For this exercise, please return exactly the line containing "Describe the element" and each line after it through the end of the records, with no pictures included.
·····
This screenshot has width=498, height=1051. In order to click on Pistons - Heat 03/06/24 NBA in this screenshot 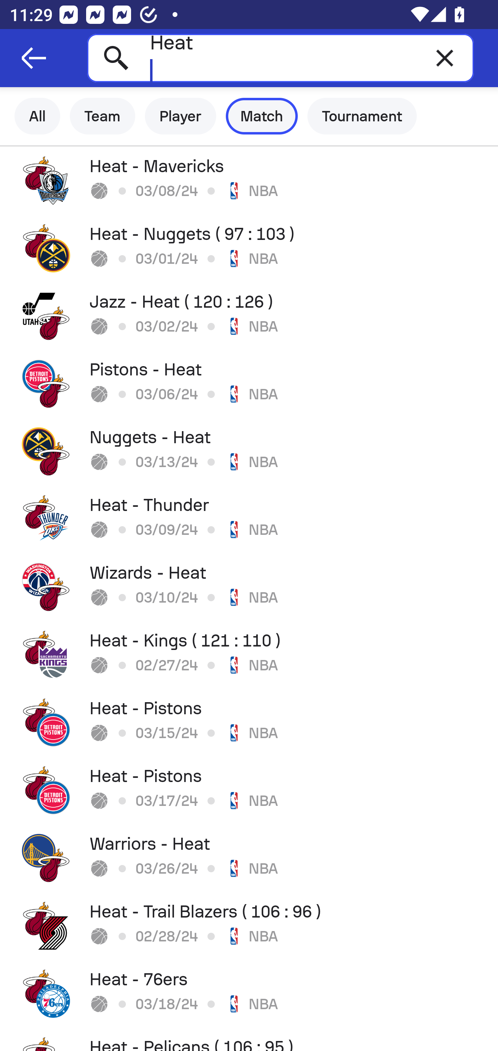, I will do `click(249, 384)`.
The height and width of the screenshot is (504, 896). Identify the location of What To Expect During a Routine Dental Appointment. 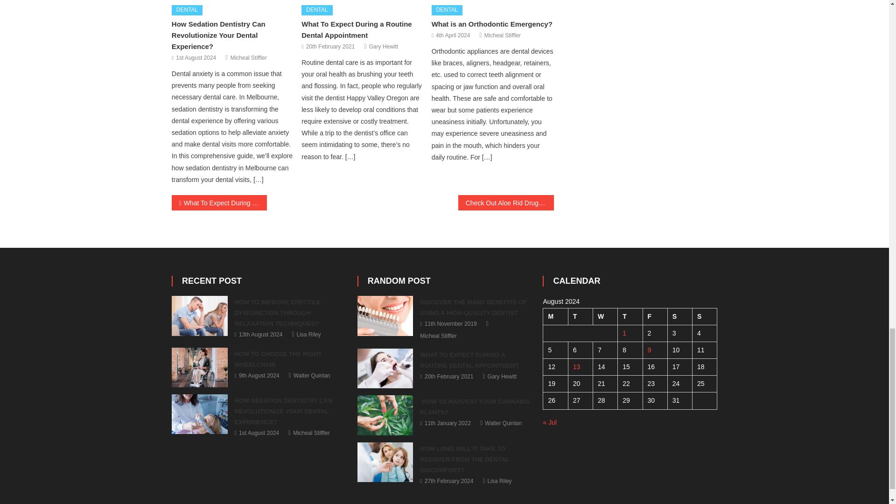
(356, 30).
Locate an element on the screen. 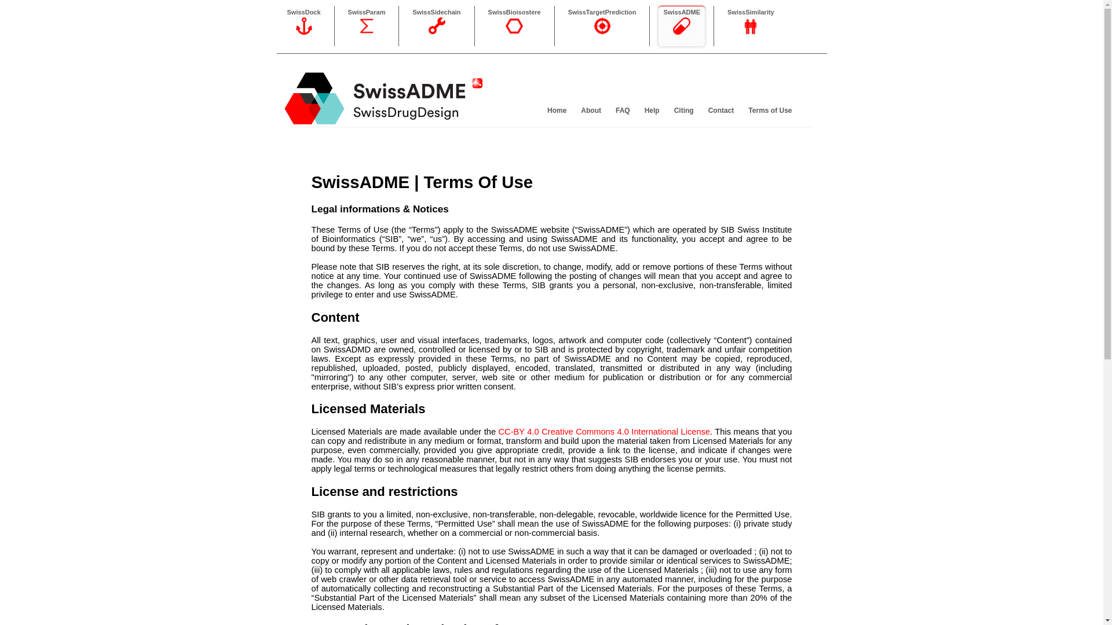 Image resolution: width=1112 pixels, height=625 pixels. SwissADME is located at coordinates (681, 12).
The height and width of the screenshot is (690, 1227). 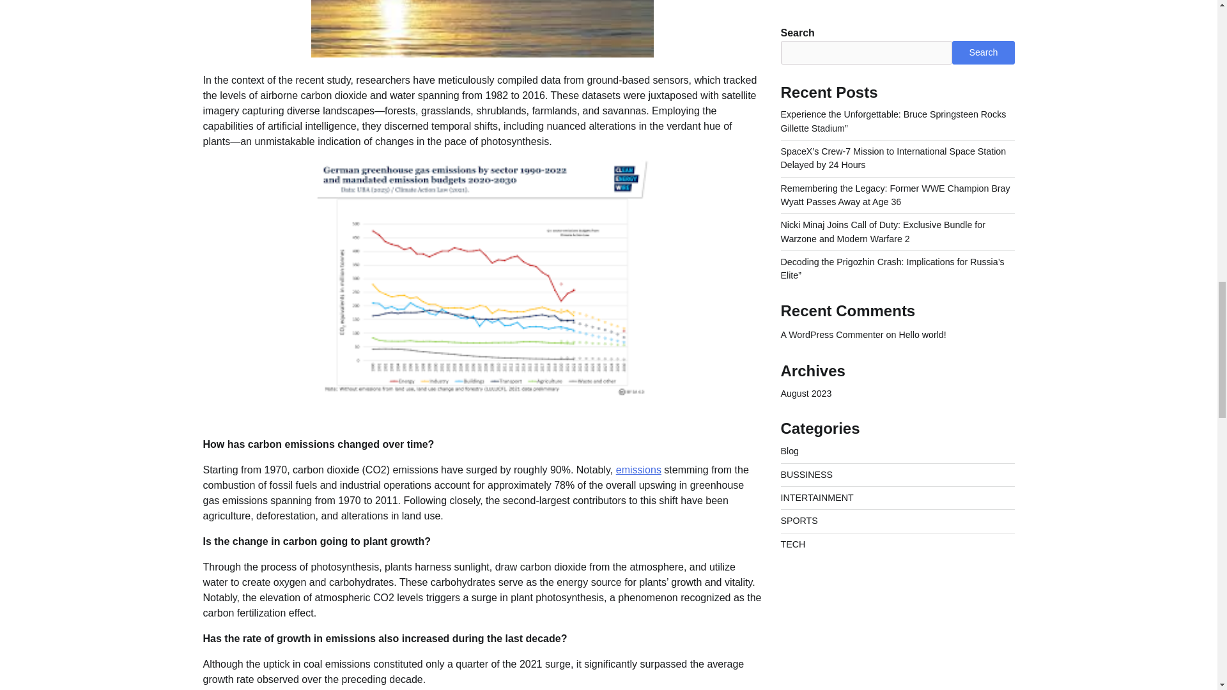 What do you see at coordinates (638, 470) in the screenshot?
I see `emissions` at bounding box center [638, 470].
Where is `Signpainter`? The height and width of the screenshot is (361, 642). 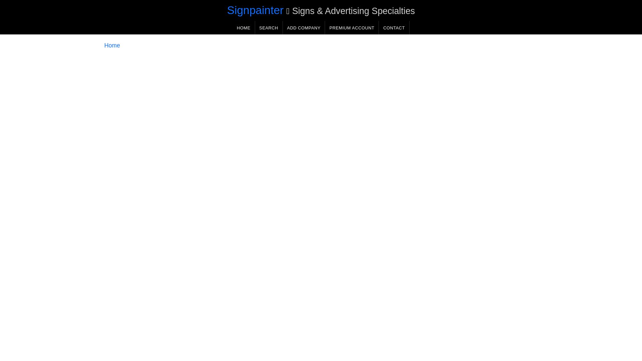
Signpainter is located at coordinates (255, 10).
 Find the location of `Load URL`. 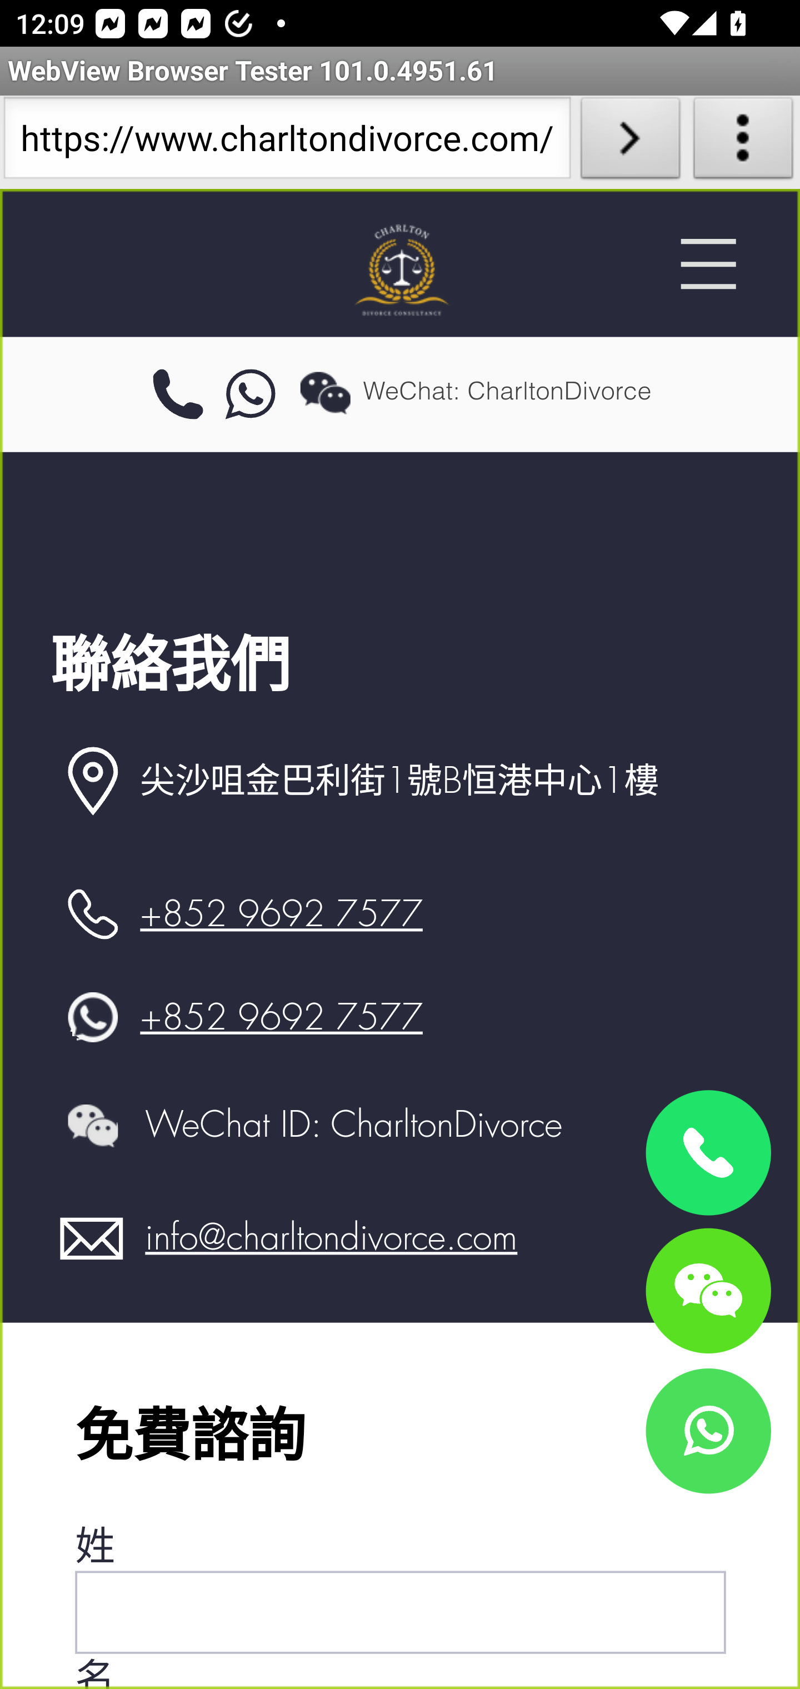

Load URL is located at coordinates (630, 142).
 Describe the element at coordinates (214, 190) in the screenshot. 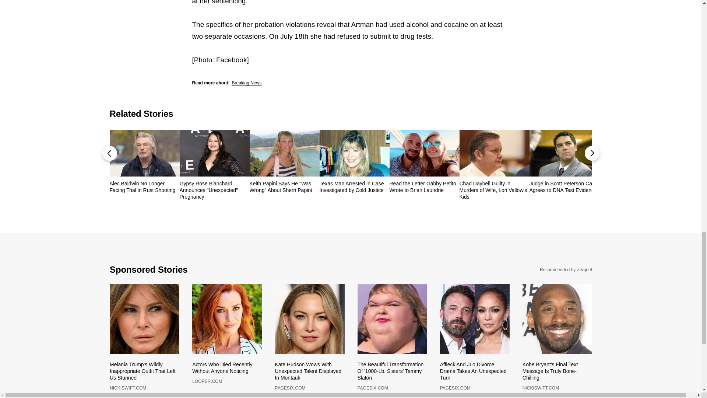

I see `Gypsy Rose Blanchard Announces "Unexpected" Pregnancy` at that location.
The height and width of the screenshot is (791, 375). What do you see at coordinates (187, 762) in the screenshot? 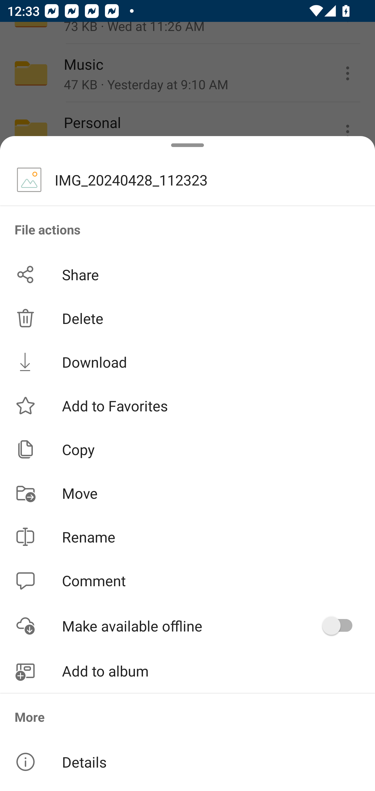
·····
Exercise solution:
 Describe the element at coordinates (214, 190) in the screenshot. 

I see `Gypsy Rose Blanchard Announces "Unexpected" Pregnancy` at that location.
The height and width of the screenshot is (791, 375). What do you see at coordinates (187, 762) in the screenshot? 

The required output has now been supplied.